Roland Barthes, one of photography's most influential critics, once described the trouble introduced by the advent of photography. Studies of literature and photography tend to assess the literary effects of photography, with literature seen as the older, broader, more established cultural form, and photography the new, alien upstart. "Photography and Literature" instead reverses the angle of vision to examine photography's encounters with literature from the point of view of photography, providing a new way of understanding its interplay with literature and the printed page. Francois Brunet begins by showing how photography's invention and its publication were shaped by written culture, both scientific and literary. In turn he examines its early and durable incarnation in the book format, the ongoing and often repetitive discovery' of photography by writers, and, finally, how, in the twentieth century, photography and literature are seen to trade tools and even merge formats. He also focuses on writings by photographers, from William Henry Fox Talbot's groundbreaking exploration of photography in "The Pencil of Nature" of the 1840s, to Raymond Depardon's correspondence or Sophie Calle's projects with Jean Baudrillard and Paul Auster. Ultimately, Brunet argues that the histories of photography and literature since 1840 have been drawing closer together, and that their convergence has provided recent writing with a new photo-textual' genre. Offering a wealth of examples from autobiography, manifestos and fiction, and a fascinating variety of images from the mid-nineteenth century to the twenty-first, "Photography and Literature" will be of interest to anyone passionate about the historic relationship of text and image.

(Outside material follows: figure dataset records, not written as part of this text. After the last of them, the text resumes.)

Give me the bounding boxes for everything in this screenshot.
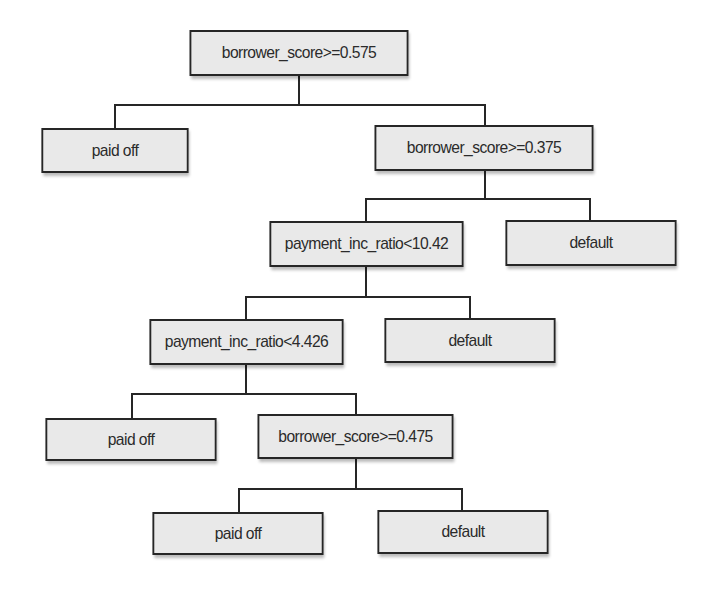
node-label: paid off xyxy=(108,430,155,450)
connector-line xyxy=(469,296,471,318)
node-label: borrower_score>=0.375 xyxy=(407,138,561,158)
connector-line xyxy=(461,488,463,510)
node-label: borrower_score>=0.475 xyxy=(278,427,432,447)
connector-line xyxy=(245,296,247,319)
connector-line xyxy=(131,393,357,395)
node-label: default xyxy=(441,522,484,542)
connector-line xyxy=(589,198,591,220)
leaf-node-default: default xyxy=(505,220,676,266)
connector-line xyxy=(365,198,367,221)
leaf-node-default: default xyxy=(384,318,555,363)
connector-line xyxy=(365,267,367,297)
leaf-node-paid-off: paid off xyxy=(152,512,323,555)
split-node: borrower_score>=0.475 xyxy=(258,414,454,459)
connector-line xyxy=(114,104,116,128)
root-split-node: borrower_score>=0.575 xyxy=(190,30,409,76)
split-node: borrower_score>=0.375 xyxy=(375,125,594,171)
connector-line xyxy=(365,198,591,200)
node-label: payment_inc_ratio<4.426 xyxy=(165,332,328,352)
node-label: paid off xyxy=(92,141,139,161)
node-label: borrower_score>=0.575 xyxy=(222,43,376,63)
connector-line xyxy=(245,365,247,394)
leaf-node-paid-off: paid off xyxy=(45,418,216,461)
connector-line xyxy=(238,488,240,512)
connector-line xyxy=(238,488,463,490)
connector-line xyxy=(355,459,357,489)
leaf-node-paid-off: paid off xyxy=(41,128,188,173)
connector-line xyxy=(114,104,486,106)
connector-line xyxy=(131,393,133,418)
connector-line xyxy=(298,76,300,105)
connector-line xyxy=(484,171,486,199)
node-label: default xyxy=(569,233,612,253)
split-node: payment_inc_ratio<10.42 xyxy=(269,221,463,267)
decision-tree-diagram: borrower_score>=0.575 paid off borrower_… xyxy=(0,0,717,592)
split-node: payment_inc_ratio<4.426 xyxy=(149,319,343,365)
connector-line xyxy=(355,393,357,414)
node-label: default xyxy=(448,331,491,351)
connector-line xyxy=(245,296,471,298)
node-label: payment_inc_ratio<10.42 xyxy=(285,234,448,254)
leaf-node-default: default xyxy=(377,510,548,554)
node-label: paid off xyxy=(215,524,262,544)
connector-line xyxy=(484,104,486,125)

As a category in art history, circulation is rooted in the contemporary context of Internet culture and the digital image. Yet circulation, as a broader concept for the movement of art across time and space in vastly different cultural and media contexts, has been a factor in the history of the arts in the United States since at least the eighteenth century. The third volume in the Terra Foundation Essays series, Circulation brings together an international and interdisciplinary team of scholars, including Thierry Gervais, Tom Gunning, J. M. Mancini, Frank Mehring, and Hela ne Valance, who map the multiple planes where artistic meaning has been produced by the circulation of art from the eighteenth century to the present. The book looks at both broad historical trends and the successes and failures of particular works of art from a wide variety of artists and styles. Together, the contributions significantly expand the conceptual and methodological terrain of scholarship on American art.
As American settlement expanded westward in the 1860s, the U.S.
government undertook large-scale investigations of its new
territories. "Images of the West: Survey Photography in French
Collections, 1860-1880" presents memorable glass-plate photographs
from these federal surveys. The selection includes breathtaking
views of such iconic sites as Yosemite, as well as lesser-known
ethnographic portraits taken by Timothy H. O'Sullivan, William H.
Jackson, and William Bell, among others. The accompanying essays
discuss how the photographs were used to promote white settlement,
how their distribution at home and abroad contributed to the
aggrandizement of the American West, and how the exploitative
ideology underlying the use of photography extended to attitudes
toward both American landscapes and American Indians.